Thursday, March 7, 2019

Learning Strategies

In a capitalistic society, the primary decisions are driven by corporate objectives to maximize wealth for their owners.  For the ones who make these decisions this means "increase profits or we'll find someone else who will."

The ubiquitous presence of global competition - including current competitors, future ones, and even the imagined ones that keep us awake at night - drives decision making to maximize revenues and decrease costs to extremes.  “What customers can we reach today?  What expenses can we get rid of today?  However, the best organizations keep their eye on being competitive, not just for today, but for years to come.

During a recession the market has less money to split up between competing companies and the weaker ones will struggle to stay in business.  Quite often we see these weaker companies abandoning their training and development strategies, seeing them as a luxury and not critical to their survival.  When their boats start leaking (contracts lost, stock price dropping, top talent jumping ship) they don't see much point in teaching their employees.

However, hindsight has proven that the companies who not only survived the recession, but also raced ahead soonest when the economy rebounded, were the companies that taught employees better ways to reach customers, save money, and keep their top talent.  By developing better employees they became stronger competitors.  These companies are the ones everyone else is now chasing, and they did it through strategic learning processes.

It's not enough to simply hold a few training classes.  Strategic learning is based on continuously improving the improvement process.  These strategies usually center on finding faster and more effective ways to:
  • develop the training
  • deliver the training 
  • reduce employee learning time
  • assess training results 
  • maximize knowledge usage
The strongest competitors know that better decisions come from better informed employees.  And, in hyper-lean market conditions it becomes imperative to keep your best talent from leaving, or worse, going to work for your competition.  The strongest companies know this, having learned that employees who learn more are happier, more effective, and loyal.  So, is employee development really a luxury?

Explorers Needed
Improved learning strategies also enable quicker, more agile responses to market changes.  When teenage girls in Thailand catch a retro fad and want bobby socks and saddle shoes, who will be the first company to respond well?  Who has a learning system in place that can help a product manager to change direction, a marketing manager to cross language and cultural barriers, and a supply chain manager adapt to new distribution channels?  Many decisions will need to be made at the loading-dock and in-store level of operations.  To have people who are ready to make decisions that are good for the customers, good for the strategic partners, and good for the company is crucial.

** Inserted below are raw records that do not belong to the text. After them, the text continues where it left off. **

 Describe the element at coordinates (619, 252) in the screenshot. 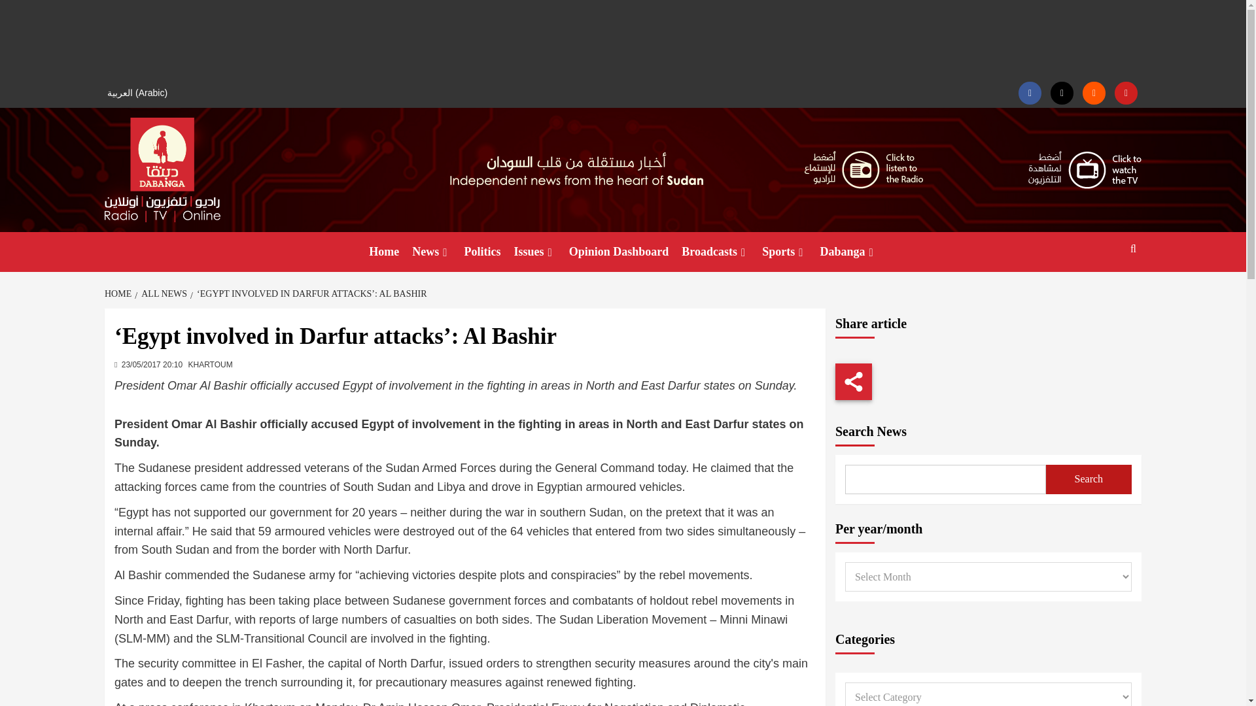

I see `Opinion Dashboard` at that location.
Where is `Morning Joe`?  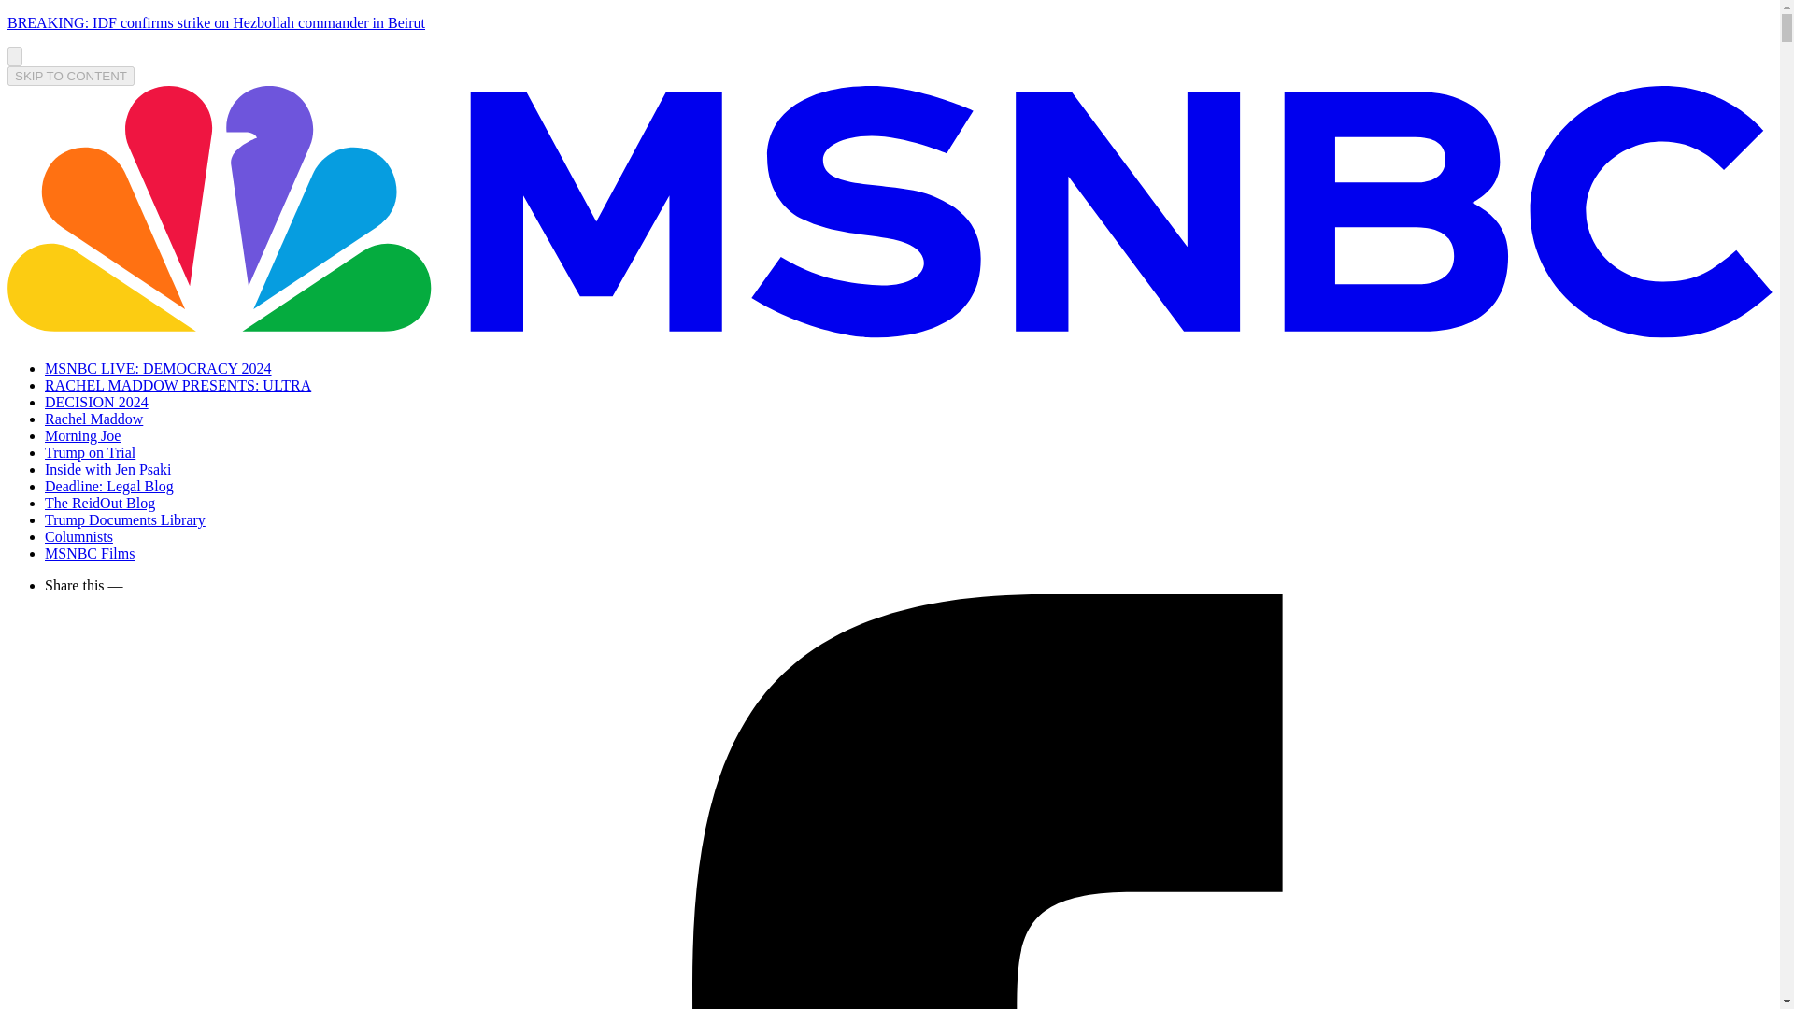 Morning Joe is located at coordinates (82, 435).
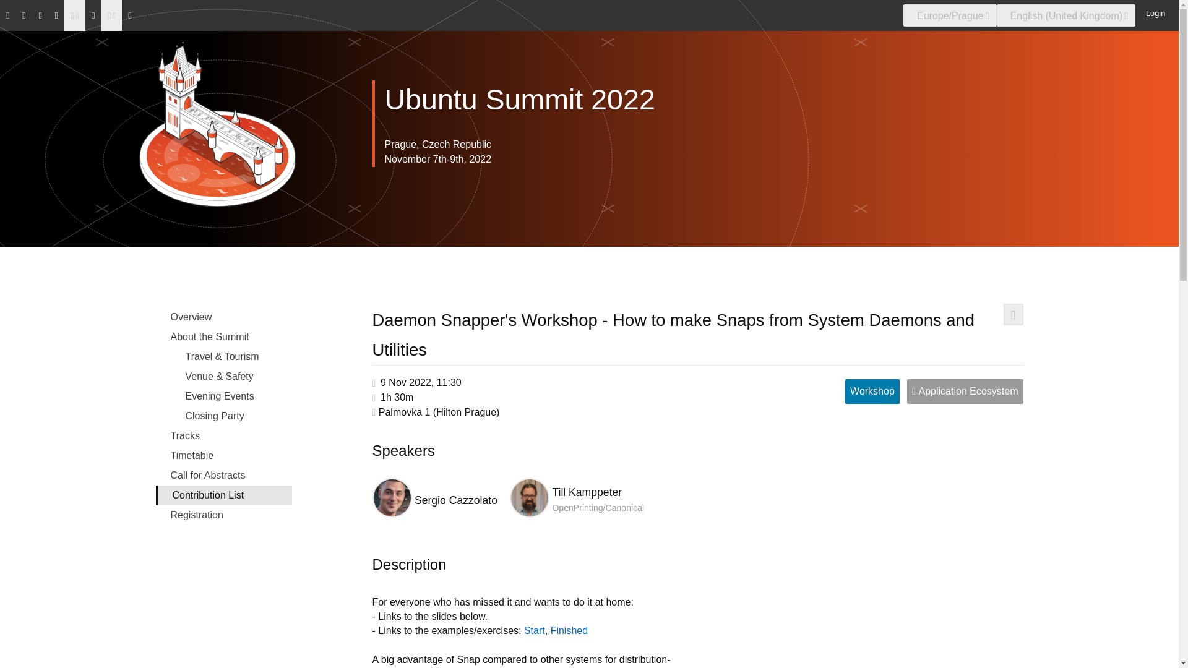 The image size is (1188, 668). I want to click on Login, so click(1153, 12).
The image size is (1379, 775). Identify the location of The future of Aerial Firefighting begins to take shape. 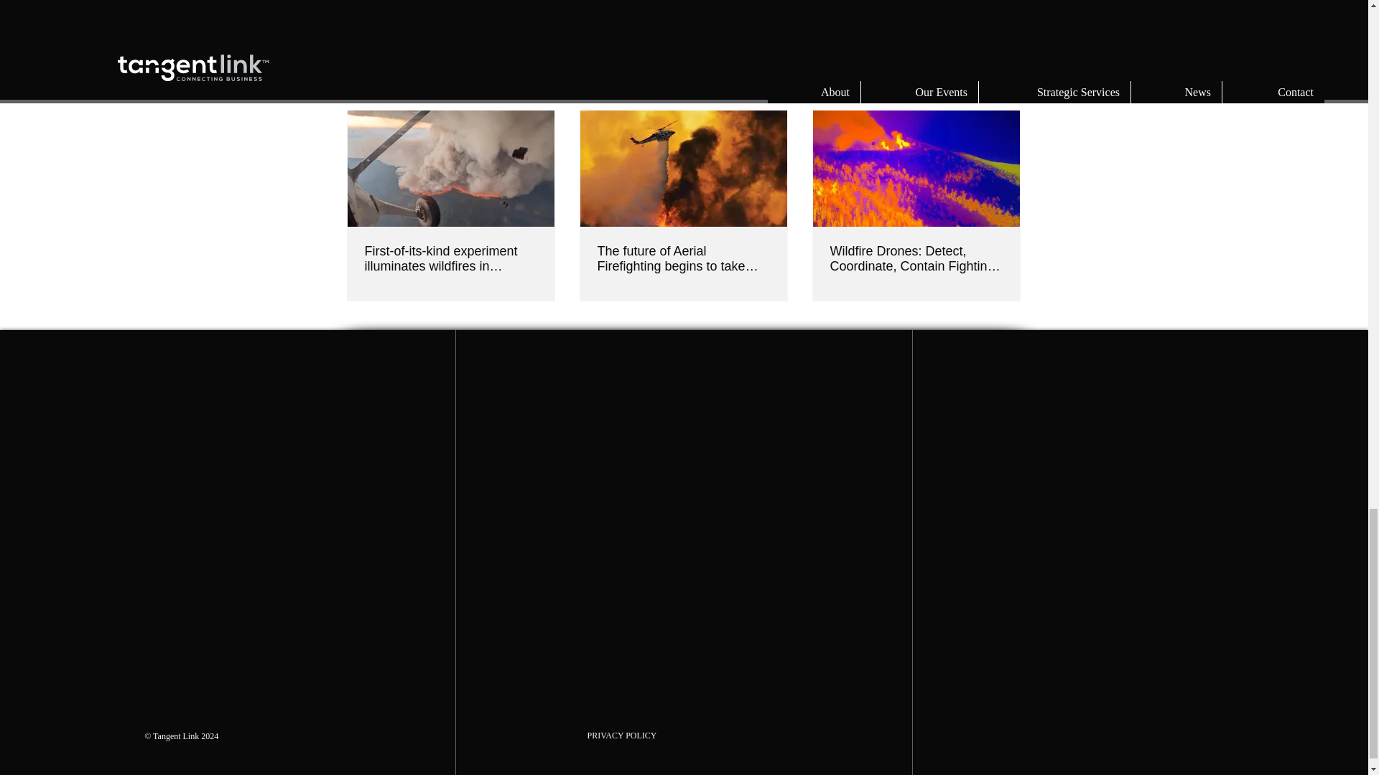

Learning strategies build contextual awareness, contingency preparedness, interpersonal dynamics, and improved communications.  Learning strategies drive revenues up through smarter marketing, better product design, and improved distribution.  Learning strategies drive costs down through better operational efficiencies, fewer mistakes and accidents, and improved supply chain leveraging.

The question isn't whether a company is better off with improved learning.  The question is whether they will realize it, admit it, and take action to improve their learning function.